Photo credit: Brian Looby

Mark Shepard is an artist, architect and researcher whose work addresses contemporary entanglements of people and data, code and space, knowledge and power.

His book, There Are No Facts: attentive algorithms, extractive data practices and the quantification of everyday life (MIT Press in 2022) examines the uncommon ground we share in a post-truth world. He is an editor of the Situated Technologies Pamphlets Series (The Architectural League of New York) and editor of Sentient City: ubiquitous computing, architecture and the future of urban space (MIT Press, 2011).

His work has been exhibited at museums, galleries and festivals internationally, including the Venice International Architecture Biennial; the Prix Ars Electronica; Transmediale; the International Architecture Biennial Rotterdam; The Dutch Electronic Arts Festival (DEAF); Arte.Mov Festival for Mobile Media Art, São Paulo, Brazil; Haus für elektronische Künst, Basel; FACT Liverpool; the Medialab Prado, Madrid, Spain; and Eyebeam Art + Technology Center, New York. It has been supported by Creative Capital, the European Union Culture Programme 2007-2013, the New York State Council on the Arts, the Architectural League of New York, and Eyebeam Art + Technology Center, among others.

Mark is a Professor of Architecture and Media Study at the University at Buffalo, The State University of New York, where he directs the Center for Architecture and Situated Technologies (CAST). He has been a visiting researcher with the Network Architecture Lab at Studio-X, Graduate School of Architecture, Planning and Preservation of Columbia University, and a fellow at Eyebeam Art + Technology Center in New York.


* **Directions**: In the records below, which lines include "item"? Copy them.
*** Opening Data extracts ***
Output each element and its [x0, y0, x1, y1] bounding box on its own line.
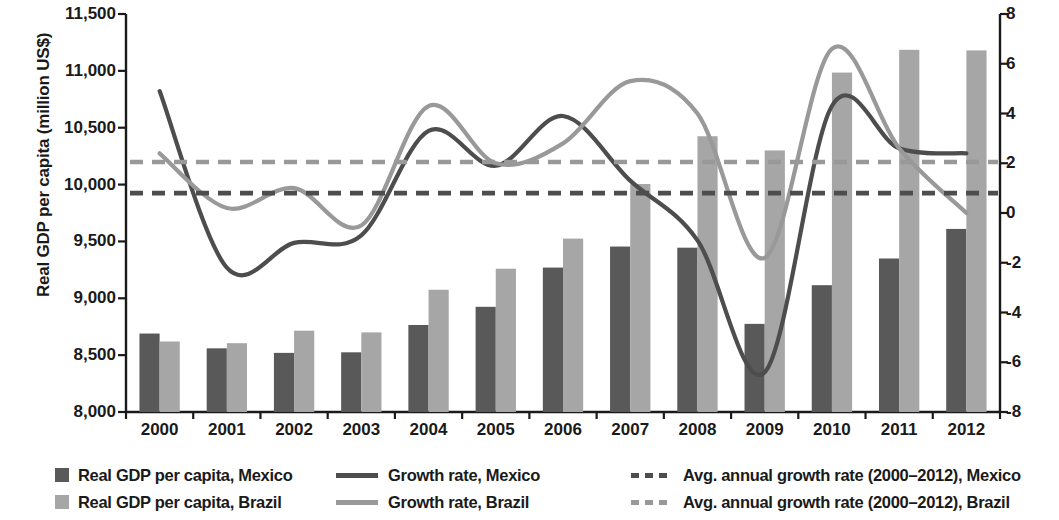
- chart-figure: Real GDP per capita (million US$) Growth…: [0, 0, 1059, 520]
- bar-mexico: [341, 352, 361, 412]
- bar-brazil: [563, 239, 583, 412]
- bar-mexico: [543, 268, 563, 412]
- bar-mexico: [476, 307, 496, 412]
- legend-label: Growth rate, Brazil: [388, 494, 529, 511]
- legend-item-gdp-brazil: Real GDP per capita, Brazil: [55, 489, 281, 515]
- bar-mexico: [812, 285, 832, 412]
- bar-mexico: [677, 248, 697, 412]
- legend-label: Real GDP per capita, Brazil: [78, 494, 281, 511]
- legend-line-solid: [336, 500, 378, 505]
- legend-line-solid: [336, 473, 378, 478]
- bar-brazil: [429, 290, 449, 412]
- legend-item-avg-mexico: Avg. annual growth rate (2000–2012), Mex…: [631, 462, 1021, 488]
- bar-brazil: [361, 332, 381, 412]
- bar-mexico: [610, 247, 630, 412]
- legend-item-growth-brazil: Growth rate, Brazil: [336, 489, 529, 515]
- plot-area: [0, 0, 1059, 440]
- bar-brazil: [630, 184, 650, 412]
- bar-mexico: [207, 348, 227, 412]
- legend-line-dashed: [631, 473, 673, 478]
- legend-item-gdp-mexico: Real GDP per capita, Mexico: [55, 462, 292, 488]
- bar-brazil: [160, 341, 180, 412]
- legend-swatch-square: [55, 468, 69, 482]
- chart-legend: Real GDP per capita, Mexico Real GDP per…: [0, 460, 1059, 520]
- legend-label: Growth rate, Mexico: [388, 467, 540, 484]
- bar-brazil: [899, 50, 919, 412]
- bar-mexico: [946, 229, 966, 412]
- bar-brazil: [765, 150, 785, 412]
- legend-label: Avg. annual growth rate (2000–2012), Mex…: [683, 467, 1021, 484]
- legend-line-dashed: [631, 500, 673, 505]
- legend-item-avg-brazil: Avg. annual growth rate (2000–2012), Bra…: [631, 489, 1010, 515]
- bar-brazil: [966, 50, 986, 412]
- bar-mexico: [274, 353, 294, 412]
- bar-mexico: [139, 334, 159, 412]
- legend-label: Real GDP per capita, Mexico: [78, 467, 292, 484]
- bar-mexico: [879, 258, 899, 412]
- bar-brazil: [227, 343, 247, 412]
- legend-item-growth-mexico: Growth rate, Mexico: [336, 462, 540, 488]
- bar-brazil: [294, 331, 314, 412]
- bar-brazil: [496, 269, 516, 412]
- bar-mexico: [408, 325, 428, 412]
- legend-label: Avg. annual growth rate (2000–2012), Bra…: [683, 494, 1010, 511]
- legend-swatch-square: [55, 495, 69, 509]
- bar-brazil: [832, 73, 852, 412]
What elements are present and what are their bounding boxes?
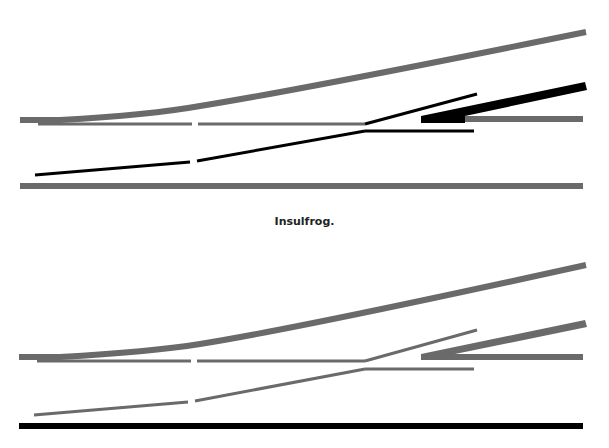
- top-diverging-closure-rail-a: [35, 162, 190, 175]
- top-diverging-closure-rail-b: [197, 131, 365, 161]
- bottom-turnout-diagram: [19, 265, 587, 426]
- bottom-diverging-closure-rail-a: [34, 402, 188, 415]
- top-turnout-diagram: [20, 32, 587, 186]
- bottom-diverging-closure-rail-b: [195, 369, 365, 401]
- diagram-caption: Insulfrog.: [0, 215, 609, 228]
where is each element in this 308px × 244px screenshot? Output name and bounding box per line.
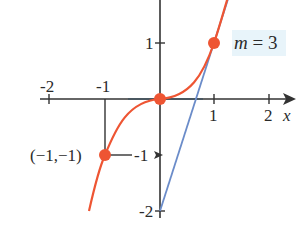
x-tick-label-2: 2 xyxy=(264,106,273,125)
x-tick-label-minus-1: -1 xyxy=(96,77,110,96)
y-tick-label-minus-1: -1 xyxy=(134,146,148,165)
point-origin xyxy=(154,93,166,105)
x-tick-label-minus-2: -2 xyxy=(40,77,54,96)
cubic-curve xyxy=(89,0,228,211)
point-1-1 xyxy=(208,37,220,49)
slope-annotation: m = 3 xyxy=(234,32,277,53)
point-minus1-minus1 xyxy=(99,149,111,161)
cubic-tangent-chart: -2 -1 1 2 x 1 -1 -2 (−1,−1) m = 3 xyxy=(0,0,308,244)
y-tick-label-minus-2: -2 xyxy=(139,202,153,221)
x-axis-label: x xyxy=(282,106,291,125)
x-tick-label-1: 1 xyxy=(209,106,218,125)
point-label-minus1-minus1: (−1,−1) xyxy=(30,146,82,165)
slope-value: = 3 xyxy=(248,32,278,53)
y-tick-label-1: 1 xyxy=(145,34,154,53)
slope-variable: m xyxy=(234,32,248,53)
y-minus-1-arrow-icon xyxy=(154,151,163,159)
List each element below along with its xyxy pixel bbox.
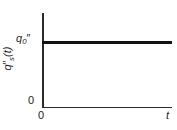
constant-flux-data-line [42, 41, 172, 44]
y-axis-label-subscript: s [7, 57, 16, 61]
y-axis-label-argument: (t) [1, 47, 13, 57]
chart-figure: q0″ 0 0 t q″s(t) [0, 0, 177, 130]
x-axis-label: t [166, 110, 169, 121]
y-tick-q0-prime: ″ [27, 32, 30, 44]
y-axis-label-base: q [1, 64, 13, 70]
x-axis-line [42, 107, 172, 109]
y-axis-label: q″s(t) [2, 35, 15, 83]
y-tick-label-zero: 0 [28, 95, 34, 106]
y-axis-line [42, 13, 44, 108]
y-axis-label-prime: ″ [1, 61, 13, 64]
x-tick-label-zero: 0 [38, 110, 44, 121]
y-tick-label-q0: q0″ [16, 33, 30, 46]
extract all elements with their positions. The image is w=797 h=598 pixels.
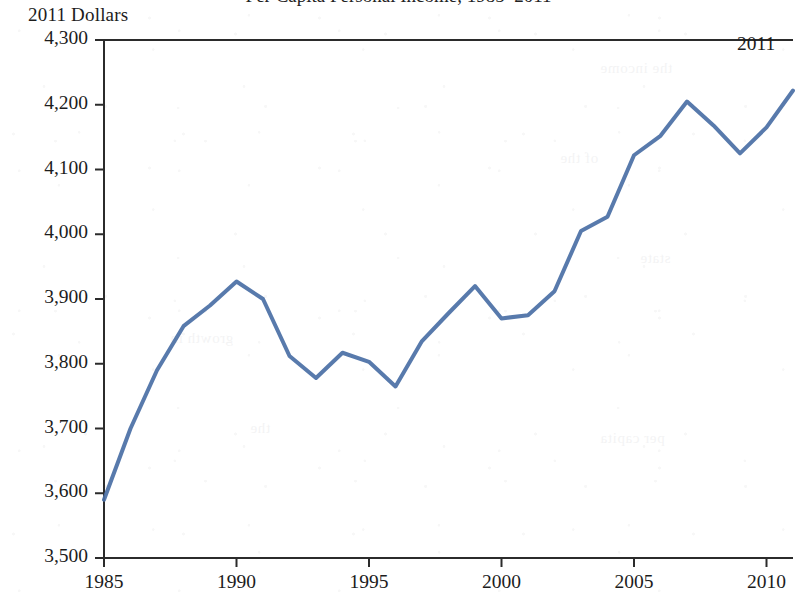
x-axis-tick-label: 1990 [192, 571, 282, 593]
x-axis-tick-label: 2005 [589, 571, 679, 593]
data-series-line [104, 91, 793, 500]
y-axis-tick-label: 4,100 [44, 157, 88, 179]
y-axis-tick-label: 4,000 [44, 221, 88, 243]
data-series-layer [104, 91, 793, 500]
axis-layer [95, 40, 793, 567]
y-axis-tick-label: 3,800 [44, 351, 88, 373]
y-axis-tick-label: 3,700 [44, 416, 88, 438]
x-axis-tick-label: 2000 [457, 571, 547, 593]
plot-canvas [0, 0, 797, 598]
chart-figure: Per Capita Personal Income, 1985–2011 20… [0, 0, 797, 598]
y-axis-tick-label: 4,200 [44, 92, 88, 114]
series-point-annotation: 2011 [737, 33, 775, 55]
x-axis-tick-label: 2010 [722, 571, 797, 593]
x-axis-tick-label: 1995 [324, 571, 414, 593]
y-axis-tick-label: 3,600 [44, 480, 88, 502]
y-axis-tick-label: 3,500 [44, 545, 88, 567]
y-axis-tick-label: 3,900 [44, 286, 88, 308]
x-axis-tick-label: 1985 [59, 571, 149, 593]
y-axis-tick-label: 4,300 [44, 27, 88, 49]
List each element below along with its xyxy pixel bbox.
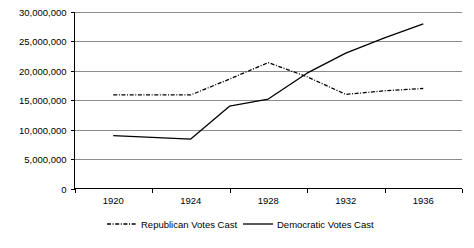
line-chart: 05,000,00010,000,00015,000,00020,000,000… xyxy=(0,0,474,248)
x-tick-label: 1932 xyxy=(335,195,356,206)
y-tick-label: 25,000,000 xyxy=(19,36,67,47)
y-tickmarks-group xyxy=(71,13,75,190)
legend-label: Democratic Votes Cast xyxy=(277,219,374,230)
y-tick-label: 0 xyxy=(61,184,66,195)
y-tick-label: 30,000,000 xyxy=(19,7,67,18)
x-tick-label: 1936 xyxy=(413,195,434,206)
x-tick-label: 1924 xyxy=(180,195,201,206)
chart-legend: Republican Votes CastDemocratic Votes Ca… xyxy=(107,219,374,230)
gridlines-group xyxy=(75,13,463,160)
y-tick-label: 10,000,000 xyxy=(19,125,67,136)
x-tick-label: 1920 xyxy=(103,195,124,206)
x-tickmarks-group xyxy=(76,189,463,193)
legend-label: Republican Votes Cast xyxy=(141,219,237,230)
x-tick-labels-group: 19201924192819321936 xyxy=(103,195,434,206)
y-tick-label: 20,000,000 xyxy=(19,66,67,77)
chart-canvas: 05,000,00010,000,00015,000,00020,000,000… xyxy=(0,0,474,248)
series-line-republican xyxy=(113,63,423,95)
y-tick-label: 5,000,000 xyxy=(24,154,66,165)
y-tick-label: 15,000,000 xyxy=(19,95,67,106)
x-tick-label: 1928 xyxy=(258,195,279,206)
y-tick-labels-group: 05,000,00010,000,00015,000,00020,000,000… xyxy=(19,7,67,195)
*** Closing Data extracts ***
* **Final answer**:
- legend-item-gdp-brazil: Real GDP per capita, Brazil: [55, 489, 281, 515]
- legend-item-avg-mexico: Avg. annual growth rate (2000–2012), Mex…: [631, 462, 1021, 488]
- legend-item-growth-brazil: Growth rate, Brazil: [336, 489, 529, 515]
- legend-item-gdp-mexico: Real GDP per capita, Mexico: [55, 462, 292, 488]
- legend-item-avg-brazil: Avg. annual growth rate (2000–2012), Bra…: [631, 489, 1010, 515]
- legend-item-growth-mexico: Growth rate, Mexico: [336, 462, 540, 488]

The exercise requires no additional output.